The nuts and bolts of how a mutual-fund systematic-investment plan, or SIP, works in your favour
Pondering what an SIP is? Over the last 15 years, everyone who is serious about investing and enhancing their wealth may have encountered the word SIP, one place or another. Worry not. SIP is not some fancy mumbo-jumbo or a sophisticated gizmo, but the initials of a “Systematic Investment Plan”.
It’s actually mutual funds that are instrumental in introducing the word SIP into our lexicon of investment terms.
THE BASICS OF SIP
If we roll back a little, let’s look at the term ‘recurring deposit.’ This is a deposit where you make period and regular investments in a bank or a deposit account. A recurring deposit can be done either monthly or quarterly, which is why it is called a ‘recurring deposit.’
Akin to this, a systematic investment plan is a scheme where you make regular and periodic investments into a mutual fund scheme of your choice. This investment is done either monthly or quarterly. The popular choice with a lot many investors, though, is the monthly option.
In a monthly plan, investors automatically direct their bank accounts to invest a monthly sum in a ‘specific’ fund.
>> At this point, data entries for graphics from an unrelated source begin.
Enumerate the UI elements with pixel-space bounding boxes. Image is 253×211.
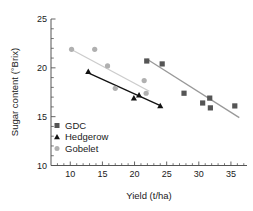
data-point-gobelet	[142, 78, 147, 83]
x-tick-label: 30	[194, 169, 204, 179]
data-point-gobelet	[69, 47, 74, 52]
y-tick-label: 20	[37, 63, 47, 73]
data-point-gdc	[144, 58, 149, 63]
data-point-gdc	[232, 103, 237, 108]
x-tick-label: 15	[97, 169, 107, 179]
y-tick-label: 15	[37, 112, 47, 122]
x-tick-label: 25	[162, 169, 172, 179]
x-tick-label: 10	[65, 169, 75, 179]
data-point-gdc	[160, 61, 165, 66]
data-point-gdc	[207, 96, 212, 101]
legend-label-gdc: GDC	[65, 120, 86, 131]
legend-label-gobelet: Gobelet	[65, 143, 99, 154]
x-axis-title: Yield (t/ha)	[126, 190, 172, 201]
chart-background	[0, 0, 253, 211]
chart-figure: 25201510 101520253035 Sugar content (°Br…	[0, 0, 253, 211]
legend-label-hedgerow: Hedgerow	[65, 131, 108, 142]
x-tick-label: 20	[130, 169, 140, 179]
legend-marker-gobelet	[55, 146, 60, 151]
y-tick-label: 10	[37, 161, 47, 171]
data-point-gobelet	[113, 86, 118, 91]
data-point-gdc	[200, 100, 205, 105]
y-tick-label: 25	[37, 14, 47, 24]
data-point-gobelet	[105, 63, 110, 68]
y-axis-title: Sugar content (°Brix)	[9, 48, 20, 136]
data-point-gdc	[208, 105, 213, 110]
x-tick-label: 35	[226, 169, 236, 179]
data-point-gobelet	[144, 91, 149, 96]
legend-marker-gdc	[55, 123, 60, 128]
data-point-gdc	[181, 91, 186, 96]
scatter-chart: 25201510 101520253035 Sugar content (°Br…	[0, 0, 253, 211]
data-point-gobelet	[92, 47, 97, 52]
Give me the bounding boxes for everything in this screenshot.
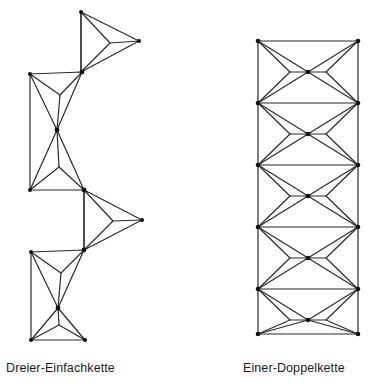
caption-dreier-einfachkette: Dreier-Einfachkette (6, 360, 115, 376)
vertex (137, 39, 141, 43)
vertex (56, 306, 61, 311)
tetrahedron-6-up (31, 308, 85, 340)
tetrahedron-3-up (30, 130, 84, 190)
vertex (82, 248, 87, 253)
vertex (356, 39, 361, 44)
vertex (83, 338, 87, 342)
figure-container: Dreier-Einfachkette Einer-Doppelkette (0, 0, 382, 383)
vertex (140, 218, 144, 222)
vertex (79, 10, 83, 14)
left-chain-dreier-einfachkette (30, 12, 142, 340)
vertex (28, 188, 32, 192)
vertex (356, 287, 361, 292)
tetrahedron-2-down (30, 72, 82, 130)
vertex (256, 39, 261, 44)
vertex (29, 250, 33, 254)
vertex (256, 225, 261, 230)
vertex (55, 128, 60, 133)
vertex (256, 332, 261, 337)
caption-einer-doppelkette: Einer-Doppelkette (243, 360, 345, 376)
vertex (306, 256, 311, 261)
vertex (356, 163, 361, 168)
vertex (356, 332, 361, 337)
vertex (82, 188, 87, 193)
vertex (306, 70, 311, 75)
tetrahedron-4-right (84, 190, 142, 250)
vertex (306, 194, 311, 199)
tetrahedron-5-down (31, 250, 84, 308)
right-chain-einer-doppelkette (258, 41, 358, 334)
structure-diagram (0, 0, 382, 383)
tetrahedron-1-right (81, 12, 139, 72)
vertex (256, 101, 261, 106)
vertex (29, 338, 33, 342)
right-chain-vertices (256, 39, 361, 337)
vertex (306, 318, 311, 323)
vertex (356, 225, 361, 230)
vertex (256, 287, 261, 292)
vertex (356, 101, 361, 106)
left-chain-vertices (28, 10, 144, 342)
vertex (256, 163, 261, 168)
vertex (80, 70, 85, 75)
vertex (28, 72, 32, 76)
vertex (306, 132, 311, 137)
doppelkette-unit-5 (258, 289, 358, 334)
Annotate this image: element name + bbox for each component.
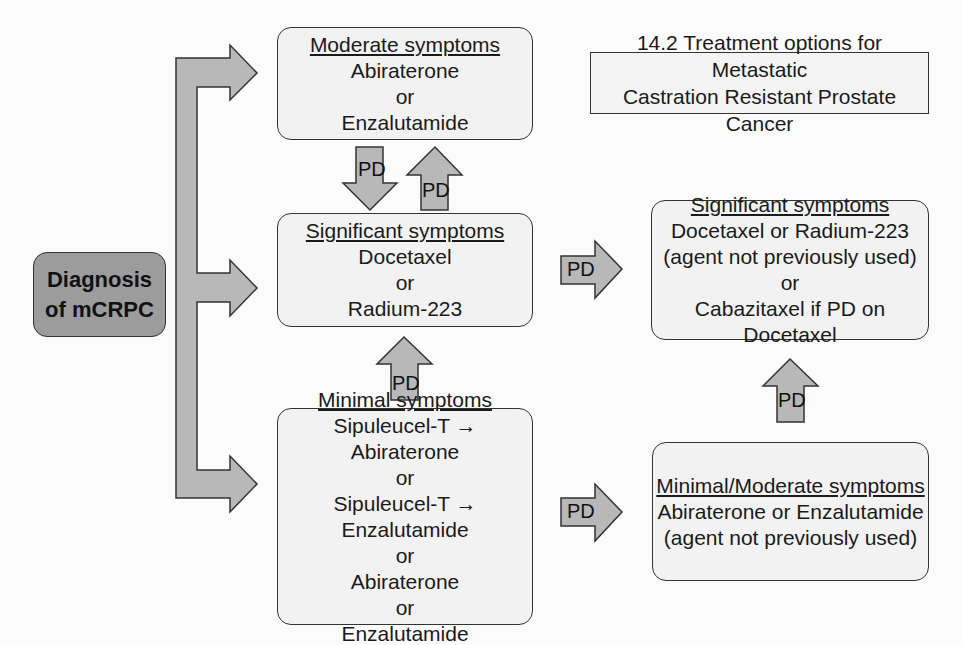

The bank transfers the money to the fund you selected, and buys mutual fund units in lieu of the investment amount you made. These units are your investment holdings in the fund.
For every month that you make an investment into the fund, you are credited with mutual fund units in your account.
Hence, the more investments you make, the more mutual fund units you will accumulate.
WHY SIPS ARE A COMFORT
The good thing about starting a SIP account is that it helps even out the ups and downs due to market fluctuations. Equity markets, as we all know, swing either up or down. But a regular SIP can get around this swinging market by accumulating more units of a mutual fund when the market dips or bagging less units when the markets rise.
So, it not only accumulates more and more units at regular intervals in your account, but it averages the price at which you have snagged these units.
For example, if the mutual fund unit value, better-known as net asset value is valued at Rs 100 when you say purchased Rs 10,000 worth of units, you will receive 100 units of the fund in your account. The next month, when the unit value is Rs 105, for a sum of Rs 10,000 you will receive 95.3 units in your account. Again in your next SIP installment, if the unit value is 95, your account will get credited by 105.3 units in your account.
Over time, your unit acquisition price will remain steady, irrespective of market fluctuations. It’s almost impossible to accurately predict how stocks move. But a SIP with its automatic investment feature, will eliminate this uncertainty and marshal up a sizeable amount of units in your SIP account. And before you know it, you would have accumulated a tidy fortune.